Adapting to change in a global pandemic
In the midst of Tessitura’s migration, the COVID-19 pandemic swept the globe. Its effects on the arts and culture sector were sudden and debilitating. Almost overnight, every institution had to close their doors to in-person experiences.
The community of creative minds adapted quickly. Many organizations began hosting digital content through their own websites and organized digital fundraisers through Twitch and YouTube. Back-office operations needed to change as well: timed admission, integrated streaming, and contactless ticket scanning became necessities. Additionally, organizations needed digital tools to keep donors engaged when in-person interactions were not possible. As the pandemic progressed and new developments occurred almost on a weekly basis, the need for Tessitura’s service and support changed constantly and grew exponentially.
Fortunately, Tessitura could scale and adapt now that they operated in the AWS Cloud. Staff have more time to focus on deployment and customer support while AWS handles the undifferentiated heavy lifting. With the recent migration of thousands of servers, Tessitura reduced downtime, latency, and time to upgrade.
In the midst of continuing COVID-19 uncertainty, Tessitura’s members can have confidence that their central business tool is managed by industry leaders and that their customer data is securely hosted and protected in the cloud. Tessitura’s timely decision to migrate to a browser-based product greatly facilitates remote working. AWS products such as AWS Lambda, Amazon CloudFront, and Amazon FSx all help to support Tessitura’s members and their staff to work from anywhere, anytime, keeping businesses running in spite of unexpected challenges. Finally, Tessitura’s decision to move to replatform their software to web-based AWS serverless technologies means that innovation can continue—and even accelerate—while their engineering team works remotely.
Operational improvements support mission effectiveness
On the surface, Tessitura’s migration was an operational move—often considered overhead in the nonprofit sector. Looking deeper, the migration and product redevelopment addressed critical programmatic needs and tied directly back to Tessitura’s mission to advance the busines of arts and culture through continually innovating technology.
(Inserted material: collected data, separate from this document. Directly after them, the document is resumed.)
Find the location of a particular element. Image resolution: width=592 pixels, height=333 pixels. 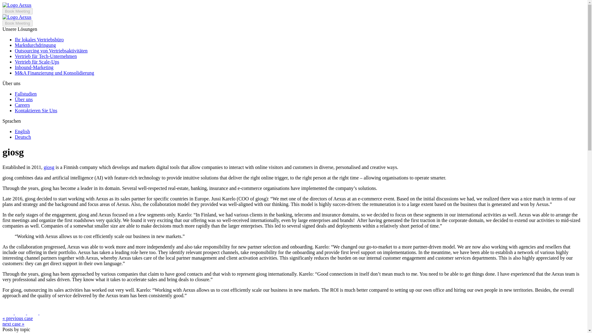

Book Meeting is located at coordinates (17, 11).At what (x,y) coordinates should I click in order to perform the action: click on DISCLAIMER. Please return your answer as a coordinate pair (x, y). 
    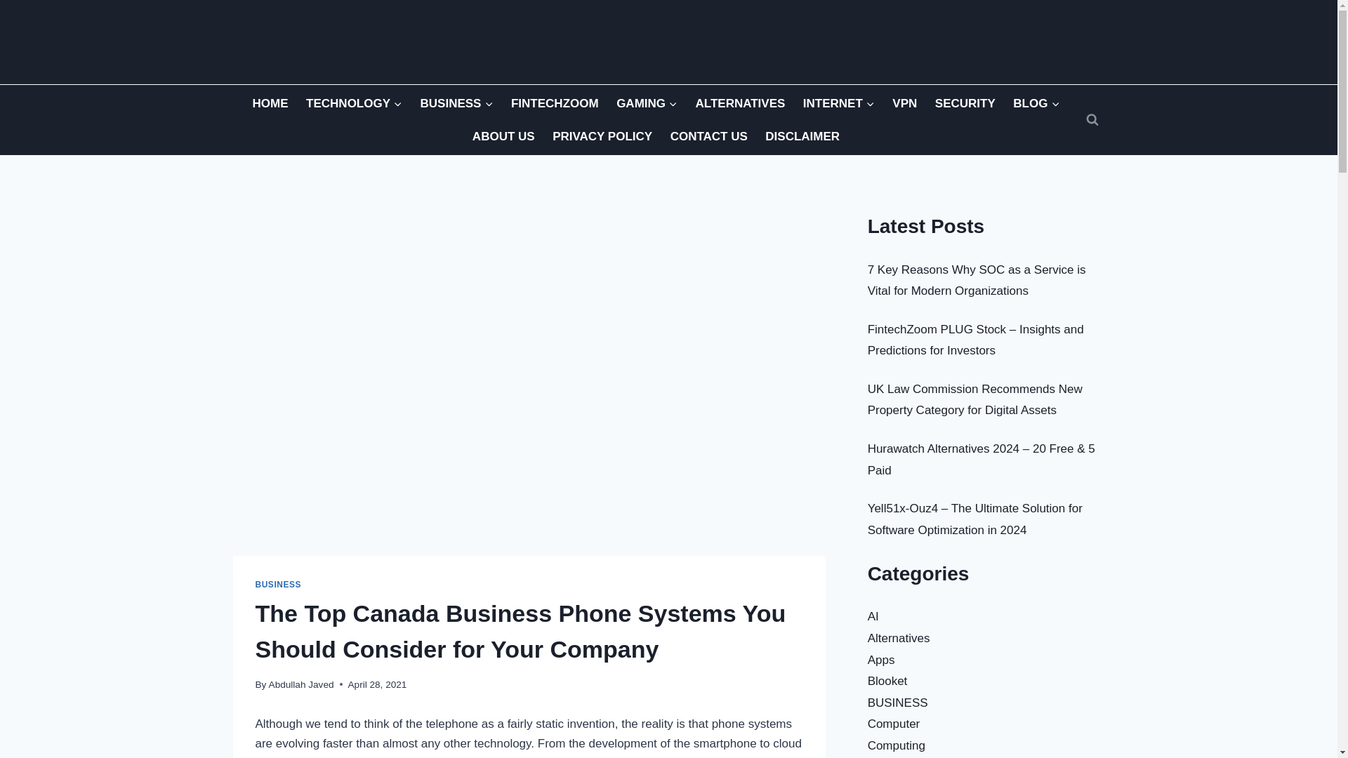
    Looking at the image, I should click on (802, 136).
Although change on this scale required investment from Tessitura and its leadership—including shifting their own culture to operate in new ways—it was a necessary and timely step to serve their end users. Tessitura’s increased capacity to perform better and innovate faster on behalf of its members can now directly help the arts and culture sector survive, adapt, and thrive during the pandemic and beyond. At an organizational level, Tessitura’s membership growth continues to rise over the years, with arts and culture institutions reaping the benefits of world-class tools to deliver on their missions. At the individual level, arts and culture fans can get to enjoy performances and exhibitions by our favorite artists and museums for years to come.